Five of the six pirates say they are innocent and played no direct role in the assault, while a sixth pleaded guilty and apologised to the crew, their families and the French nation, Reuters reports.
All six men, who listed their professions as taxi-driver, truck driver, accountant and fisherman, face France's toughest jail sentence for kidnapping and hostage-taking. If sentenced to the maximum penalty, they would only be eligible for parole after 18 years of incarceration.
The trial, the second of four to be held in France, is part of an effort to bring more Somali pirates to justice and fight back against piracy which has made the waters off the Horn of Africa some of the world's most dangerous.
In the first trial last November, a Paris court sentenced five Somalis to four to eight years in jail for hijacking the yacht "Carre d'As". A sixth was acquitted.
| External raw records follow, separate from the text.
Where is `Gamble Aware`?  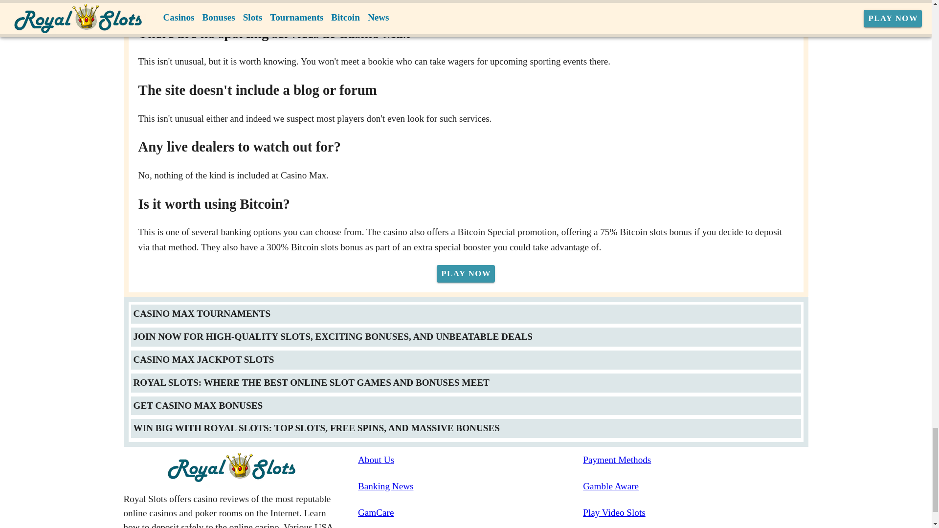 Gamble Aware is located at coordinates (696, 486).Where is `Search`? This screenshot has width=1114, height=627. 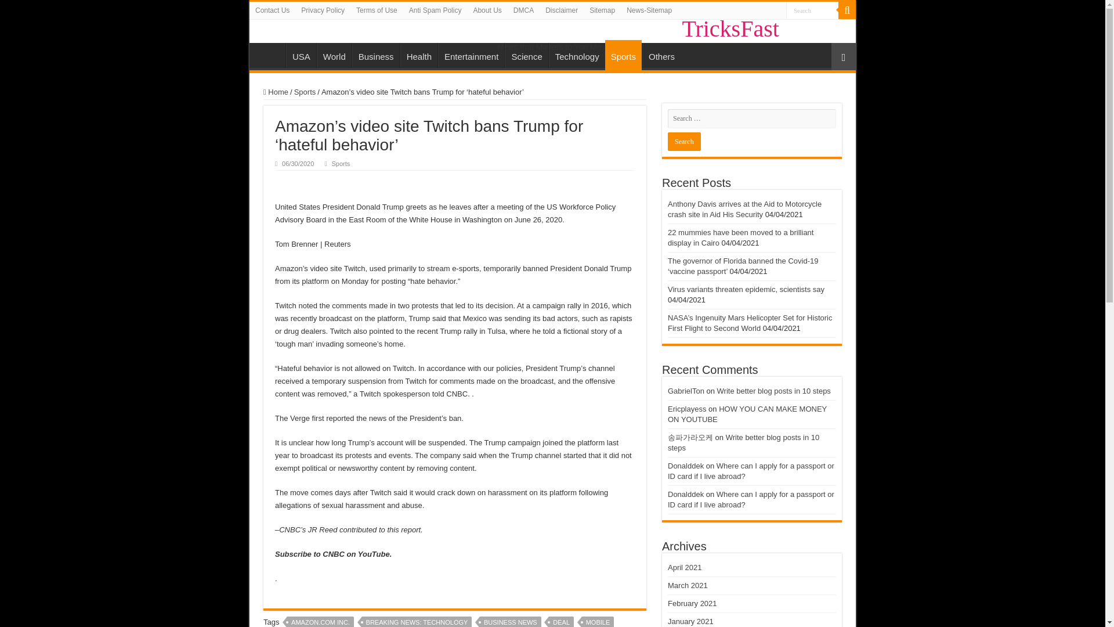 Search is located at coordinates (847, 10).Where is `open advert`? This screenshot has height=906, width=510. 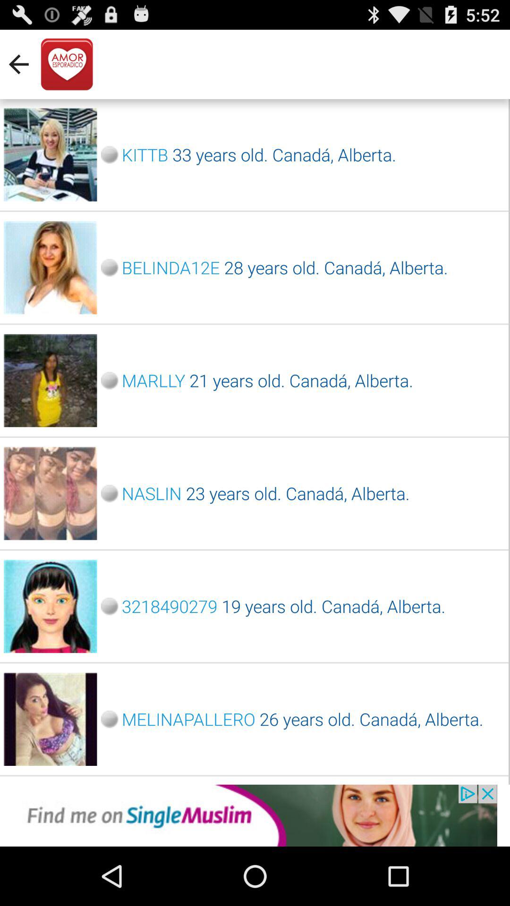 open advert is located at coordinates (255, 815).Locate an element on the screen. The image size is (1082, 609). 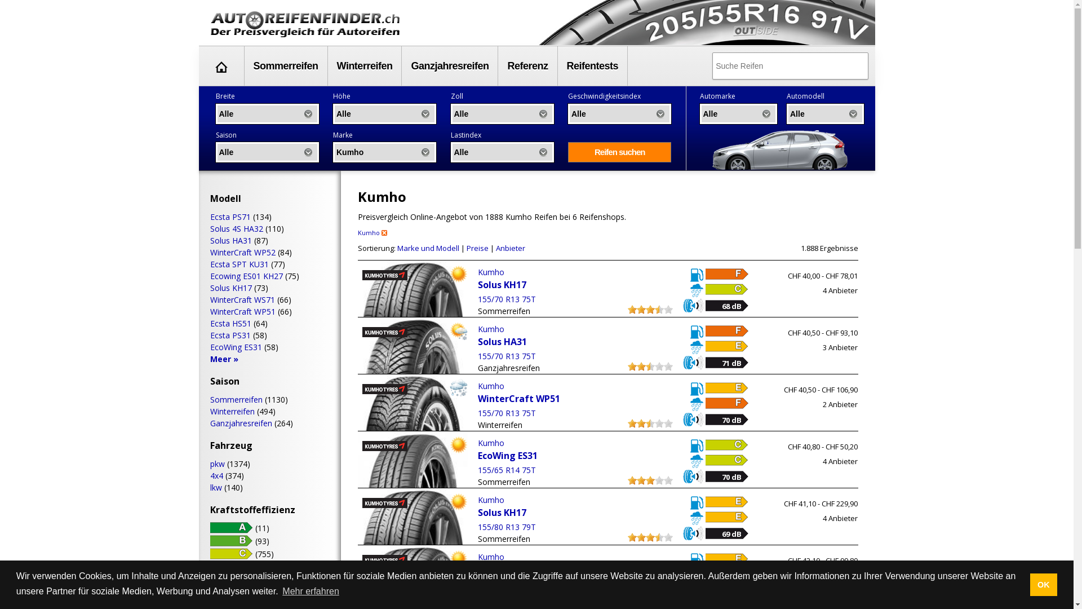
ster is located at coordinates (641, 594).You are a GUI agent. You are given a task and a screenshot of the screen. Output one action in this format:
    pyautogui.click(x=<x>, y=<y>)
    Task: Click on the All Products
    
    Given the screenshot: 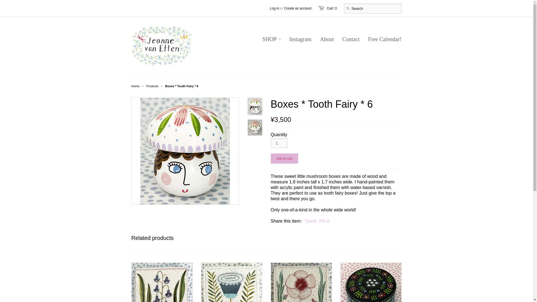 What is the action you would take?
    pyautogui.click(x=152, y=86)
     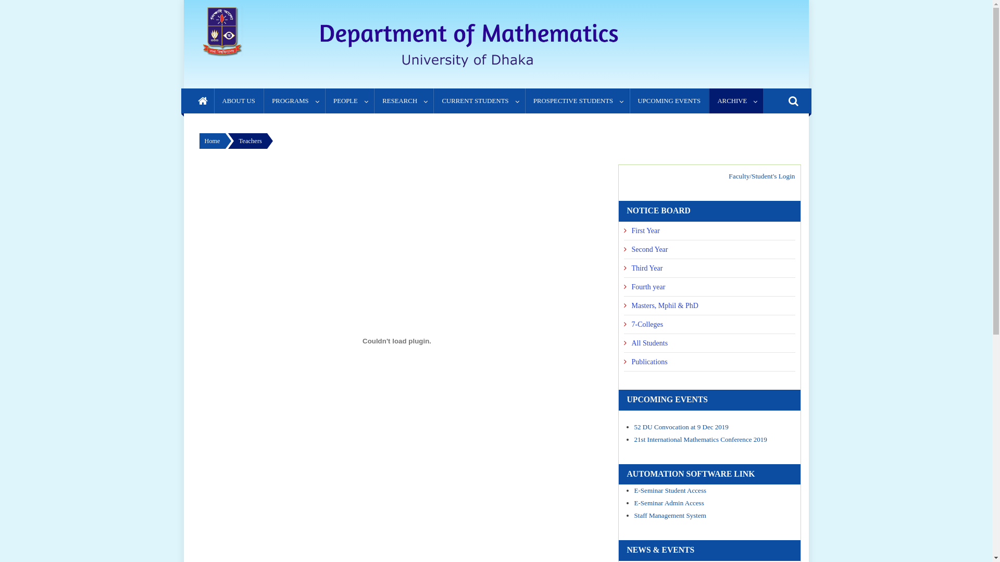 I want to click on ARCHIVE, so click(x=736, y=101).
A state-appointed prosecutor deemed the sentences too lenient and appealed the verdict, opening the way for a second trial. Two further trials are due, concerning a total of ten Somali men accused of hijacking two French ships.
While the number of pirate attacks has fallen in the past year, partly due to concerted action by navies, piracy remains a serious threat to crewmembers navigating along vital shipping lanes in the Gulf of Aden and Indian Ocean.
In the case brought to trial on Tuesday, the pirates released the hostages after receiving the ransom money from the yacht's owners, the Marseille-based Compagnie du Ponant.
They were subsequently captured by French commandos just a week later while travelling in a car on the Somali mainland. Only 118,000 euros of the ransom payment was recovered.
The fight to keep shipping lanes open pits Western navies with state-of-the-art equipment against Somali pirates wielding Kalashnikov assault rifles and rocket launchers, lured to sea by the prospect of tens of millions of dollars in ransom.
With more than 100 crewmembers currently being held aboard hijacked ships off the eastern coast of Africa, the European Union has stepped up its anti-piracy efforts, launching pre-emptive attacks on pirates at sea and on land.